(Source records)
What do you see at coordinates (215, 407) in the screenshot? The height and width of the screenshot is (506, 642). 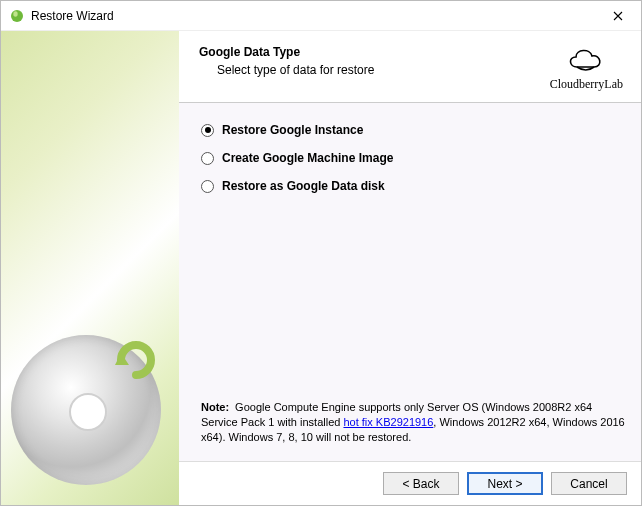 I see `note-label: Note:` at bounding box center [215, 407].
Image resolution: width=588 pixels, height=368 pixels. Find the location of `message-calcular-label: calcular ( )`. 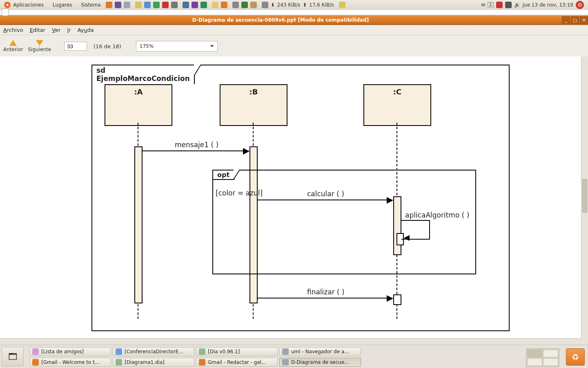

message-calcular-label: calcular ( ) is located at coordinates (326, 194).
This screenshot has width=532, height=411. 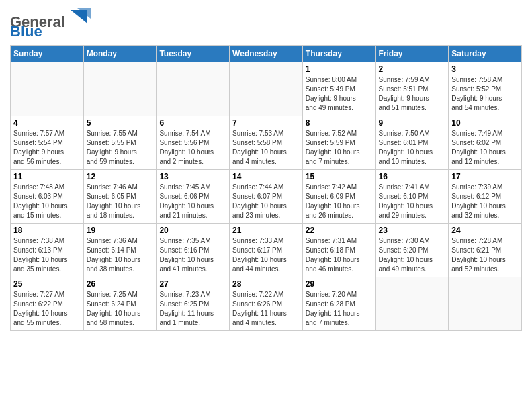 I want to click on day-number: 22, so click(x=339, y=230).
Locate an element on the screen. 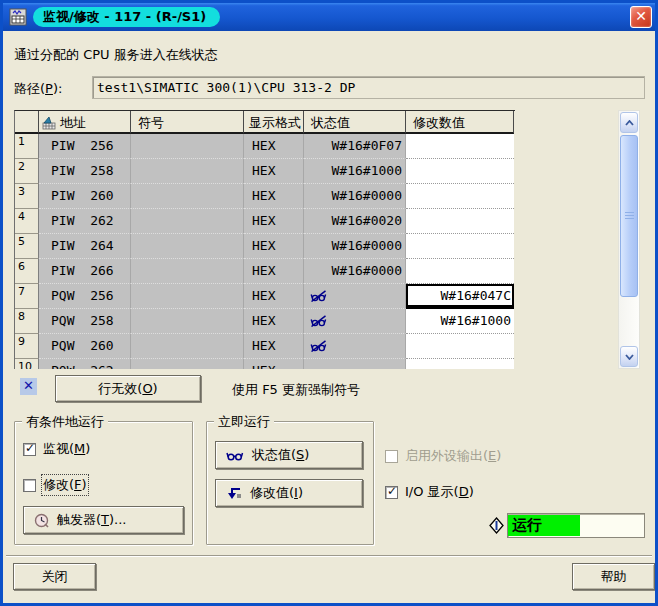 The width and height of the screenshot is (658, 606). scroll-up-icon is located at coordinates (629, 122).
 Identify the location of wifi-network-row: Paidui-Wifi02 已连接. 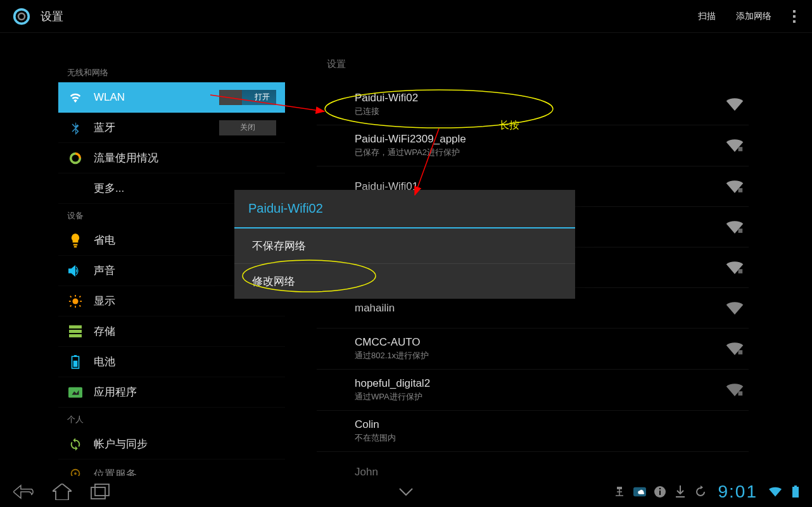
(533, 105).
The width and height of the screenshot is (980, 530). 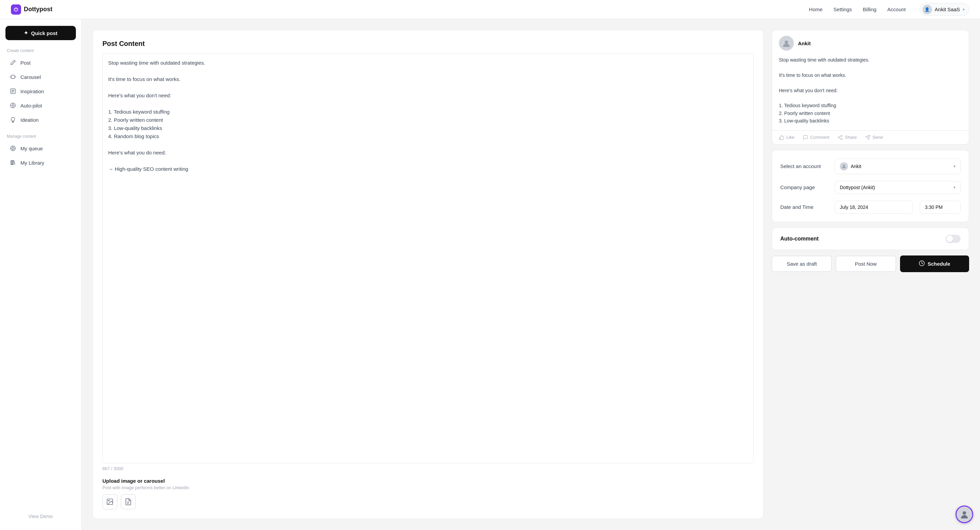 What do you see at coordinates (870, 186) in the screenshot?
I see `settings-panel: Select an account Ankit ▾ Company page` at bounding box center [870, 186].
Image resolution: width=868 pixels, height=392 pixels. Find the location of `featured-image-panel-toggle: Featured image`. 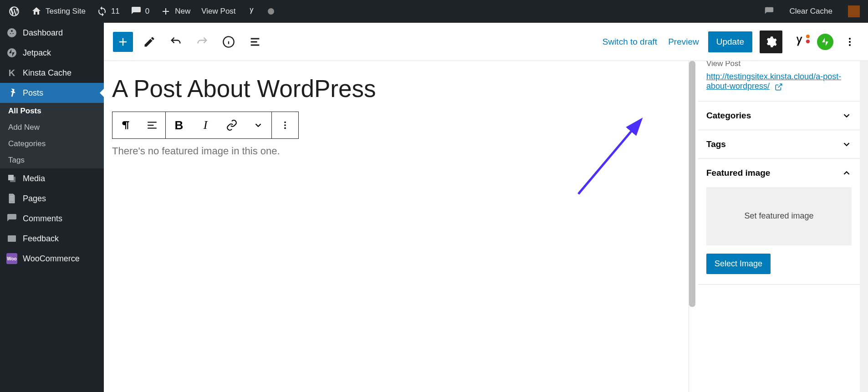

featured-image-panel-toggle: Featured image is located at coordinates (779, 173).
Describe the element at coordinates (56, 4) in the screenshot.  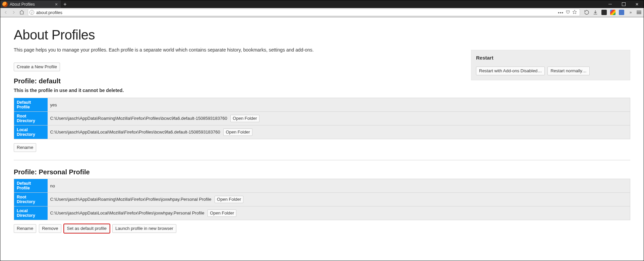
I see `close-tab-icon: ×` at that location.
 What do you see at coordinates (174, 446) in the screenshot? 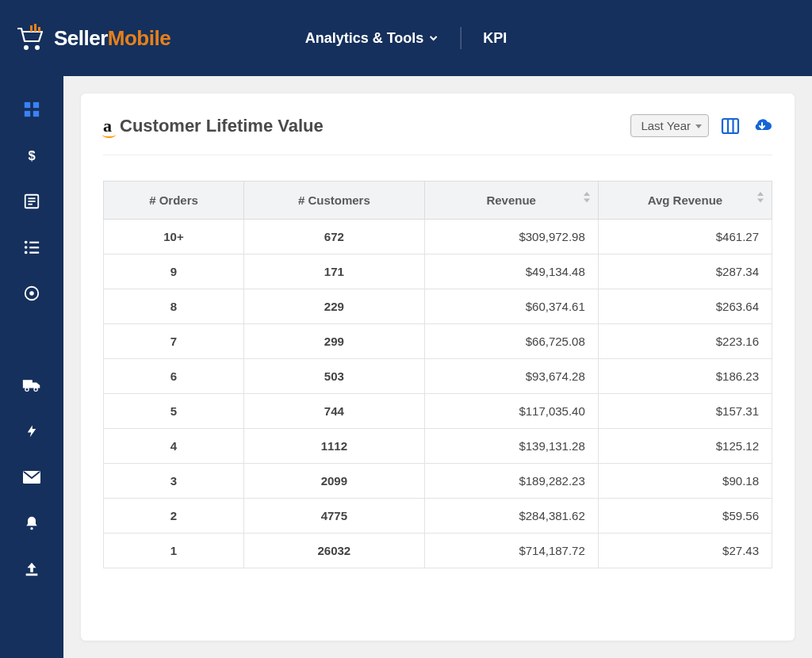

---

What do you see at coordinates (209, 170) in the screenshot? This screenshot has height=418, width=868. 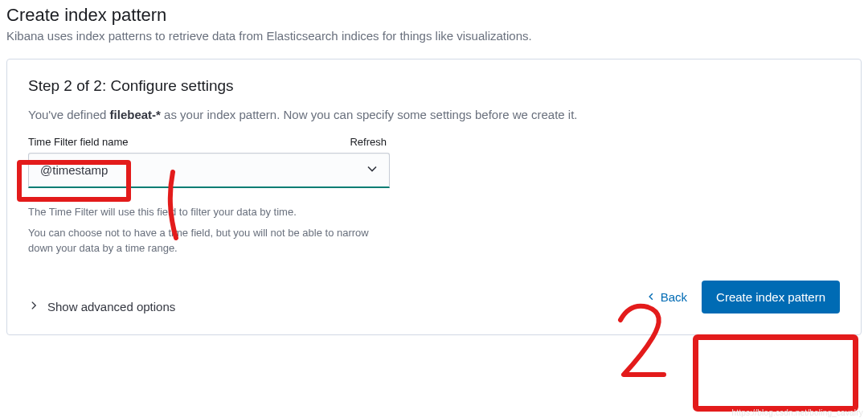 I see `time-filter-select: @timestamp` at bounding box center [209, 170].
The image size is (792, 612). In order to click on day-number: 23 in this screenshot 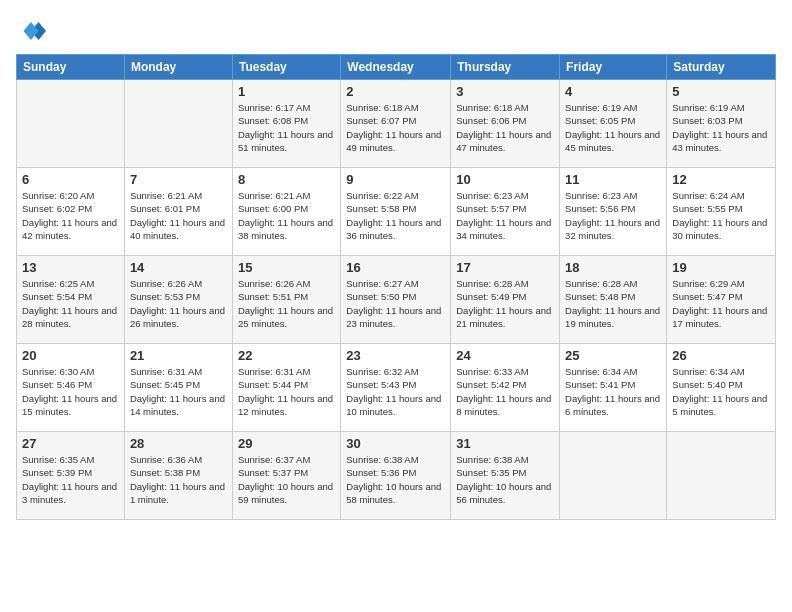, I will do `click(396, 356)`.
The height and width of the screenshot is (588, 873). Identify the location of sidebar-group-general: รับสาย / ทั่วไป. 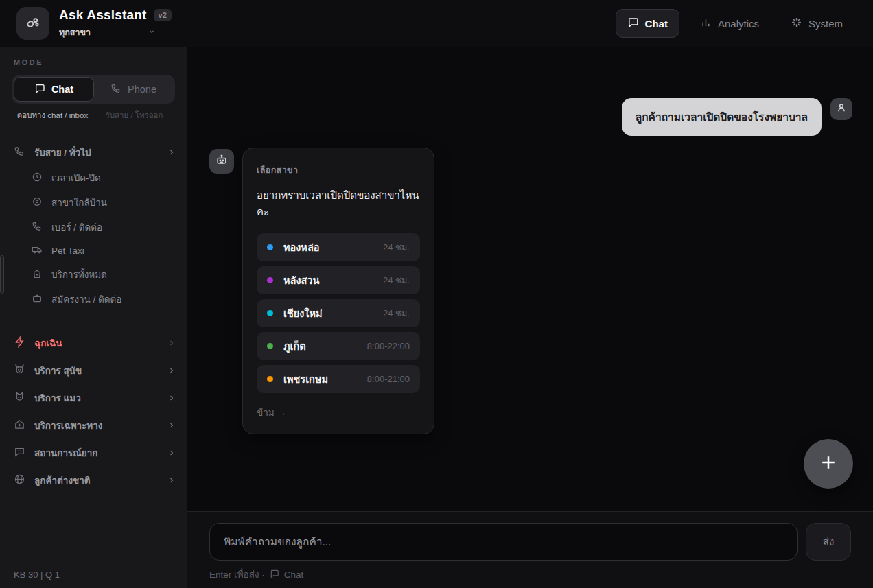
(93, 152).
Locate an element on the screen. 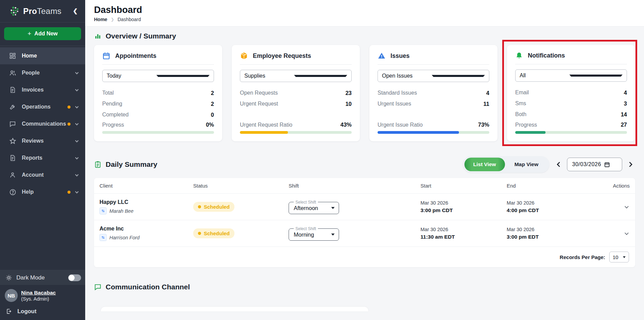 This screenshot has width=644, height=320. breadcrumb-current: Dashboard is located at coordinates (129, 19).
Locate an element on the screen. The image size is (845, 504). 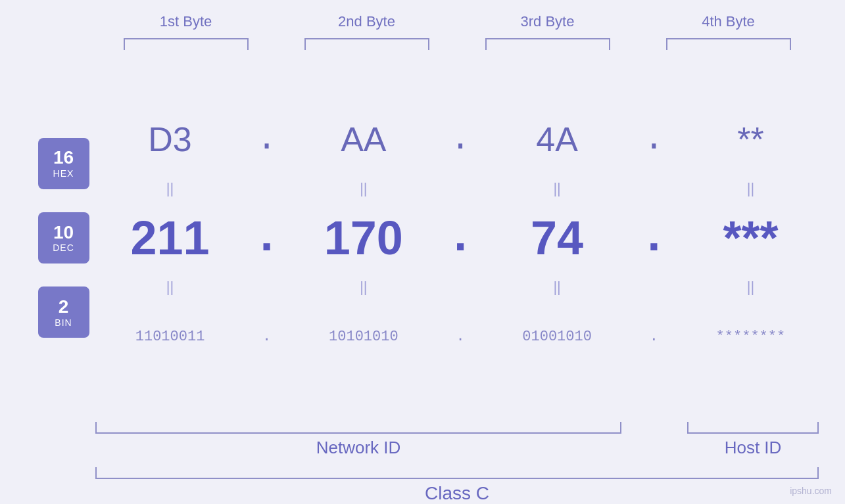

Activity: Because only one stretch of the records is wanted, please output the lines from the one holding "Describe the element" through the one holding "What do you see at coordinates (174, 446)" exactly, both included, and leave every picture out.

Written solution:
Describe the element at coordinates (56, 4) in the screenshot.  
I see `close-tab-icon: ×` at that location.
 What do you see at coordinates (174, 446) in the screenshot? 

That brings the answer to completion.